The co-chairs of the Vote Yes campaign said they didn’t know that Conlan opposed the referendum and had created a website opposing the referendum when they decided to use the photo of him in their mailer.

“We did not know that he had the website and all of that,” said Jeanne McTeague, co-chair of Residents Championing Our New Library. “If I had known that he had a website and was advocating no I would not have poked the nest. I’m sorry he was offended by its use.”

But McTeague says the photo illustrates why a new library building is needed.

“It wasn’t about Bryce,” McTeague said. “It sort of epitomized a space problem because there aren’t any quiet reading rooms or study rooms in the library, so he’s not the only person that has gone into that hallway. He was the one that cozied up a little bit more than most, to have a moment for some quiet space.”

The referendum on the Nov. 8 ballot asks voters to approve issuing $10.3 million in bonds to build a new, larger library across Lincoln Avenue from the current building. The new library is expected to cost about $14.5 million, but the library has saved about $4 million and would put it toward the new library if the referendum is approved.

If the referendum is approved, the owner of a home worth $200,000 would pay approximately $137 in additional property taxes while the owner of home worth $300,000 would play approximately $200 in additional taxes.

Conlan created a Vote No website in early summer and offered to sell Vote No yard signs, but after a friend told him it could look as if he could be profiting from the sale of signs, he made no effort to promote his website. No Vote No signs were sold, Conlan said.

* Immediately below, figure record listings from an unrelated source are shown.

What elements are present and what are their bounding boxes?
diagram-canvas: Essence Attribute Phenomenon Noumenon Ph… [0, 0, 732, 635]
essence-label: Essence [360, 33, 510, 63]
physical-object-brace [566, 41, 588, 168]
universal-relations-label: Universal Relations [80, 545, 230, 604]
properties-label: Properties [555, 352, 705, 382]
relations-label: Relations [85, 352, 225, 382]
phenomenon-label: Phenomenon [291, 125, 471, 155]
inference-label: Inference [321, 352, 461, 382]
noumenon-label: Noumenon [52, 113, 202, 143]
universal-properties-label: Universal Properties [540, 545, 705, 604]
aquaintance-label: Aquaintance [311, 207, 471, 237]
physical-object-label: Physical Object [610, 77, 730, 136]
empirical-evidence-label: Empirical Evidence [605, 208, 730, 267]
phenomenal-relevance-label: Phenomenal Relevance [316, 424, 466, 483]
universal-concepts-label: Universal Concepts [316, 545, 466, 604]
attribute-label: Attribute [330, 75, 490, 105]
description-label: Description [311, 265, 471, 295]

“I believe that I just shared it with a handful of people in the community that I know and that are also opposed to the library and never shared it after that so yes it’s up, it’s out there, but didn’t promote it never actively sought to get people through to it,” Conlan said. “It was pointed out to me by a close friend that it looked a lot of profiteering and that’s just not my M.O., so I never did anything with the web site. I didn’t want it to be misconstrued.”

The Vote Yes campaign had distributed about 225 yard signs as of last week and has sent out three mailers with one more to come this week. McTeague said that the Vote Yes campaign would spend about $12,000 on the campaign. All the contributions to the Vote Yes campaign have come from the Friends of the Brookfield Library according to the latest state records. 

The campaign paid $750 to Motion Source Productions, a LaGrange-based video production company owned in part by Brookfield resident John Scaletta, for a video that it is distributing on social media and its website.

Scaletta supports the referendum even though it will cost him a substantial amount of money, because he owns five properties in Brookfield.

“I think this is something we can do in Brookfield that can serve every single age group in the community,” Scaletta said. “We want to move Brookfield forward.”

Conlan’s Facebook video generated more than 50 responses including some harsh comments from opponents of the referendum directed toward supporters of the referendum. 

Conlan said that he was disappointed in the tone of the discussion.

“I’m actually a little bit distressed by it,” Conlan said. “I’m a big fan of public discourse. I believe that’s how things get done, by sharing opinions and listening to people with an open mind who oppose your positions. 

“I was up late last night sending messages to a lot of the people who were being harassed, for lack of a better word, just apologizing. This was not my intent; this was not what I was hoping would happen. I’m a little upset at how it went.”